Three bodies that could belong to two Ecuadoran journalists and a driver for newspaper El Comercio were found in Colombia, 88 days after the team was abducted near the border of the two countries.
"With deep regret, I regret to report that the assassination of our compatriots has been confirmed," Ecuadorian President Lenín Moreno wrote on his Twitter account on the early afternoon of Friday, April 13. The president publicly confirmed the death of the two journalists and the driver from newspaper El Comercio, who were kidnapped at the end of March by a dissident group of the FARC.
Two journalists with the Ecuadorian newspaper El Comercio and their driver, who authorities say were abducted on March 26 by FARC dissident groups, were shown alive in a video broadcast on Colombian station RCN. The abduction took place close to a military checkpoint in Mataje, in the Ecuadorian province of Esmeraldas that borders the Colombian border, according to El Comercio.
A team of three journalists from Ecuadoran newspaper El Comercio were abducted on March 26 in northern Ecuador in Mataje in the province of Esmeraldas near the country’s border with Colombia.
Ecuadoran Secretary of Communication Andrés Michelena confirmed that new President Lenin Moreno’s government is not contributing economically to multi-state owned cable news channel Telesur, newspaper La Hora reported.
The United Nations Educational, Scientific and Cultural Organization (UNESCO) has recommended the creation of a communications monitoring council independent of political and commercial interests in Ecuador, reported El Universo.
Journalist and political activist Fernando Villavicencio and former congressman Cléver Jiménez, who were prosecuted criminally at the beginning of 2014 after being taken to court by then-Ecuadoran president Rafael Correa as a result of a journalistic investigation, were declared innocent on Feb. 22 by the Criminal Court of the National Court of Justice.
Journalists, lawyers, academics and human rights activists from Ecuador have announced the formation of the Democratic Group for the Reforms of the Organic Law of Communication (LOC).
Freedom of expression advocates are looking for answers after a British journalist hoping to cover the World Trade Organization conference in Buenos Aires was deported from Argentina.

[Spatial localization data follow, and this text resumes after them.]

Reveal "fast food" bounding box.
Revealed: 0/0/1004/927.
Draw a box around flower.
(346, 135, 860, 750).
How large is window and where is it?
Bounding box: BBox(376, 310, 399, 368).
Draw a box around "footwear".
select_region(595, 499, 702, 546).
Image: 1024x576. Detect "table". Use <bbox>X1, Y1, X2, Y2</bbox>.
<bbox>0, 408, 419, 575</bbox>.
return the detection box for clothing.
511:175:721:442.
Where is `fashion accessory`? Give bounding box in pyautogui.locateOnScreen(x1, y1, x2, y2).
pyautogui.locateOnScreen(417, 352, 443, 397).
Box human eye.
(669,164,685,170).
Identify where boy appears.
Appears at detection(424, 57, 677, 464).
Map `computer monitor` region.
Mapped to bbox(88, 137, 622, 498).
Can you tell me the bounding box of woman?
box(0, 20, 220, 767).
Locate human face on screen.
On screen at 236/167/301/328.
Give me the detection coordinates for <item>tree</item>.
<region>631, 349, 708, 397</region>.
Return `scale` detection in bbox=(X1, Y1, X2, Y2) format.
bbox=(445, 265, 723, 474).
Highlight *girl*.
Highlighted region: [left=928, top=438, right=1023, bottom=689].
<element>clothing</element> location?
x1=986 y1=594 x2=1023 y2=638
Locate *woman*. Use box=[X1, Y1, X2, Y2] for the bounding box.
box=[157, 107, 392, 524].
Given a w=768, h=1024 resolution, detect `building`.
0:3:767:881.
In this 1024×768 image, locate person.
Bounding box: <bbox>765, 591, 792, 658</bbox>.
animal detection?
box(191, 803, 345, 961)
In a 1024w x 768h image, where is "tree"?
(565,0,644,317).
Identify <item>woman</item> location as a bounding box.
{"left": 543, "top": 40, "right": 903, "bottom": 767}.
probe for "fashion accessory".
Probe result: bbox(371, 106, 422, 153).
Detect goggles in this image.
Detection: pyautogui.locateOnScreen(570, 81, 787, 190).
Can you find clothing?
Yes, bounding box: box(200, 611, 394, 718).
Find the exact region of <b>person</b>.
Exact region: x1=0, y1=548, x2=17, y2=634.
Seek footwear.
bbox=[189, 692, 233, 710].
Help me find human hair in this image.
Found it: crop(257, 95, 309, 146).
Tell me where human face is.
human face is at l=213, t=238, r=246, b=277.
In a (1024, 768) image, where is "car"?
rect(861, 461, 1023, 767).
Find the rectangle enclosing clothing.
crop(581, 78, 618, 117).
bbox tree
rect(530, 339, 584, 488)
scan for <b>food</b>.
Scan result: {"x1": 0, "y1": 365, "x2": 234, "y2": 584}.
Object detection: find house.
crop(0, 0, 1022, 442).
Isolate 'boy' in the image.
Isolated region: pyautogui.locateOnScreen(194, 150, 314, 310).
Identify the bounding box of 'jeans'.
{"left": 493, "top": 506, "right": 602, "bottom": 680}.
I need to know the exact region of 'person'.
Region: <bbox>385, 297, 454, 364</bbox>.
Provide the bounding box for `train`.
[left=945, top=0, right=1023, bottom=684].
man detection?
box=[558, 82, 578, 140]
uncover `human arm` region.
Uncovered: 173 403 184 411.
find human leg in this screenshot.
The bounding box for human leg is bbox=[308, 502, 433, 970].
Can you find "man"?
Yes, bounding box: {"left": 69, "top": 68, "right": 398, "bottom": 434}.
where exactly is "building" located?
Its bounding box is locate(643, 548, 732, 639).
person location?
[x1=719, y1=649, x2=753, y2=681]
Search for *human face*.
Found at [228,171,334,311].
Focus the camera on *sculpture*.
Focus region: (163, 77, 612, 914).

At dawn on Dec. 8, Sally Burch was sent back to Quito, Ecuador where she works as executive-editor at Agencia Latinoamericana de Información. According to the Guardian, she was included on a list of 63 people banned from attending the conference from Dec. 10 to 13.
Three Latin American journalists appear on the Committee to Protect Journalist’s (CPJ) annual census of journalists imprisoned around the world. Guatemalan Jerson Antonio Xitumul Morales, Ecuadoran Enrique Rosales Ortega and Venezuelan Braulio Jatar are three of the 262 journalists imprisoned around the world, according to the census, which was published Dec. 13.
“Innocent.” These were the words Ecuadorian journalist Martín Pallares used to summarize the judge’s decision in a July 3 hearing for a suit filed against the journalist by former President Rafael Correa. The ex-leader, who was not present at the hearing, sued Pallares on June 5 in response to an article he wrote.
When Ecuador approved the Organic Law of Communication (LOC for its acronym in Spanish) in 2013, different organizations inside and outside the country expressed concern about the negative effects that the standard could have on freedom of expression.